A quick marketing challenge for you: How do you take a book that few are buying and quickly push it onto the best-seller list? Revise your target market? Optimize your online presence? Run ads? First, take a step back.
The first question to ask: “Is the book any GOOD?”
Yes, the book is good.
Very good.
This rules out writing a better one.
You might ask, “But if it’s so good, why isn’t it selling?”
Another sensible question.
Because you might argue that if the book is good, word of mouth should do the rest.
Wrong.
You need people to buy it first.
So how do we get more people to buy a book before they know if it’s good?
The answer is to make a better promise.
Let me give you an example.
There’s a book called How to Outsource: Outsourcing Business for Profit Explained.
Sounds dull.
You’ll never read it.
But then there’s another book you’ve almost certainly heard of and likely read:
The 4-Hour Workweek: Escape 9-5, Live Anywhere and Join the New Rich.
This book by Tim Ferriss is also about outsourcing work.
But it sold millions.
Because it makes a much better promise.
What makes a good promise?
Generally speaking, specifics.
Specific result.
Specific timeframe.
Specific methodology.
For example:
The 12 Steps Anyone Can Take To Build a 6-Figure Online Writing Business in the Next 2 Weeks
But now let me take you back to New York, in 1939.
A young advertising man Lester Wunderman has just met with a book publisher.
He’s heard a strange story.
According to the publisher, Adolf Hitler’s doctor, Dr. Kurt Krueger, has escaped from Germany and is hiding in Brooklyn.
He has written a book about aspects of Hitler’s life that have never been revealed.
He fears for his life.
He wants the book promoted, but won’t hold any interviews or help advertise it.
An edition of the book is already in print, but it’s not selling.
The publisher wants to know what Wunderman can do to turn a failure into a success.
Wunderman reads the book and agrees to help.
What happened next?
“The ads sold copies as fast as the publisher could print them. We expanded the schedule from newspapers to news magazines and from news magazines to picture magazines and then to scandal tabloids. And they all worked. Every $1,000 we spent on advertising produced 2,000 direct sales and hundreds more through bookstores, earning a direct and immediate profit.”
What did Wunderman do?
“I changed the title from Inside Hitler, which promised nothing, to I Was Hitler’s Doctor, which promised everything.”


## Work to complete:
Everything in the entries below must be reproduced exactly, except the images.

☆ ☆ ☆

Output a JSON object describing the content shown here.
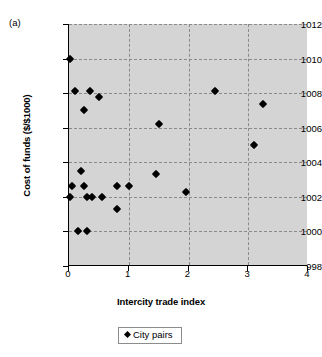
{
  "figure": {
    "panel_label": "(a)",
    "title_remnant": "",
    "background_color": "#d4d4d4",
    "marker_color": "#000000",
    "grid_color": "#8a8a8a"
  },
  "legend": {
    "position": "bottom-center",
    "marker_icon": "diamond-marker-icon",
    "entries": [
      {
        "label": "City pairs",
        "marker": "diamond",
        "color": "#000000"
      }
    ]
  },
  "chart_data": {
    "type": "scatter",
    "title": "",
    "subtitle": "",
    "panel": "(a)",
    "xlabel": "Intercity trade index",
    "ylabel": "Cost of funds ($/$1000)",
    "xlim": [
      0,
      4
    ],
    "ylim": [
      998,
      1012
    ],
    "xticks": [
      0,
      1,
      2,
      3,
      4
    ],
    "yticks": [
      998,
      1000,
      1002,
      1004,
      1006,
      1008,
      1010,
      1012
    ],
    "xtick_labels": [
      "0",
      "1",
      "2",
      "3",
      "4"
    ],
    "ytick_labels": [
      "998",
      "1000",
      "1002",
      "1004",
      "1006",
      "1008",
      "1010",
      "1012"
    ],
    "grid": true,
    "grid_style": "dashed",
    "legend_position": "below-axes",
    "series": [
      {
        "name": "City pairs",
        "marker": "diamond",
        "color": "#000000",
        "points": [
          {
            "x": 0.02,
            "y": 1010.0
          },
          {
            "x": 0.1,
            "y": 1008.1
          },
          {
            "x": 0.35,
            "y": 1008.1
          },
          {
            "x": 0.5,
            "y": 1007.8
          },
          {
            "x": 0.25,
            "y": 1007.0
          },
          {
            "x": 1.5,
            "y": 1006.2
          },
          {
            "x": 2.45,
            "y": 1008.1
          },
          {
            "x": 3.25,
            "y": 1007.4
          },
          {
            "x": 3.1,
            "y": 1005.0
          },
          {
            "x": 0.2,
            "y": 1003.5
          },
          {
            "x": 1.45,
            "y": 1003.3
          },
          {
            "x": 0.05,
            "y": 1002.6
          },
          {
            "x": 0.25,
            "y": 1002.6
          },
          {
            "x": 0.8,
            "y": 1002.6
          },
          {
            "x": 1.0,
            "y": 1002.6
          },
          {
            "x": 1.95,
            "y": 1002.3
          },
          {
            "x": 0.02,
            "y": 1002.0
          },
          {
            "x": 0.3,
            "y": 1002.0
          },
          {
            "x": 0.38,
            "y": 1002.0
          },
          {
            "x": 0.55,
            "y": 1002.0
          },
          {
            "x": 0.8,
            "y": 1001.3
          },
          {
            "x": 0.15,
            "y": 1000.0
          },
          {
            "x": 0.3,
            "y": 1000.0
          }
        ]
      }
    ]
  }
}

☆ ☆ ☆

## Exercise response:
Output a JSON object describing the content shown here.
{
  "figure": {
    "panel_label": "(a)",
    "title_remnant": "",
    "background_color": "#d4d4d4",
    "marker_color": "#000000",
    "grid_color": "#8a8a8a"
  },
  "legend": {
    "position": "bottom-center",
    "marker_icon": "diamond-marker-icon",
    "entries": [
      {
        "label": "City pairs",
        "marker": "diamond",
        "color": "#000000"
      }
    ]
  },
  "chart_data": {
    "type": "scatter",
    "title": "",
    "subtitle": "",
    "panel": "(a)",
    "xlabel": "Intercity trade index",
    "ylabel": "Cost of funds ($/$1000)",
    "xlim": [
      0,
      4
    ],
    "ylim": [
      998,
      1012
    ],
    "xticks": [
      0,
      1,
      2,
      3,
      4
    ],
    "yticks": [
      998,
      1000,
      1002,
      1004,
      1006,
      1008,
      1010,
      1012
    ],
    "xtick_labels": [
      "0",
      "1",
      "2",
      "3",
      "4"
    ],
    "ytick_labels": [
      "998",
      "1000",
      "1002",
      "1004",
      "1006",
      "1008",
      "1010",
      "1012"
    ],
    "grid": true,
    "grid_style": "dashed",
    "legend_position": "below-axes",
    "series": [
      {
        "name": "City pairs",
        "marker": "diamond",
        "color": "#000000",
        "points": [
          {
            "x": 0.02,
            "y": 1010.0
          },
          {
            "x": 0.1,
            "y": 1008.1
          },
          {
            "x": 0.35,
            "y": 1008.1
          },
          {
            "x": 0.5,
            "y": 1007.8
          },
          {
            "x": 0.25,
            "y": 1007.0
          },
          {
            "x": 1.5,
            "y": 1006.2
          },
          {
            "x": 2.45,
            "y": 1008.1
          },
          {
            "x": 3.25,
            "y": 1007.4
          },
          {
            "x": 3.1,
            "y": 1005.0
          },
          {
            "x": 0.2,
            "y": 1003.5
          },
          {
            "x": 1.45,
            "y": 1003.3
          },
          {
            "x": 0.05,
            "y": 1002.6
          },
          {
            "x": 0.25,
            "y": 1002.6
          },
          {
            "x": 0.8,
            "y": 1002.6
          },
          {
            "x": 1.0,
            "y": 1002.6
          },
          {
            "x": 1.95,
            "y": 1002.3
          },
          {
            "x": 0.02,
            "y": 1002.0
          },
          {
            "x": 0.3,
            "y": 1002.0
          },
          {
            "x": 0.38,
            "y": 1002.0
          },
          {
            "x": 0.55,
            "y": 1002.0
          },
          {
            "x": 0.8,
            "y": 1001.3
          },
          {
            "x": 0.15,
            "y": 1000.0
          },
          {
            "x": 0.3,
            "y": 1000.0
          }
        ]
      }
    ]
  }
}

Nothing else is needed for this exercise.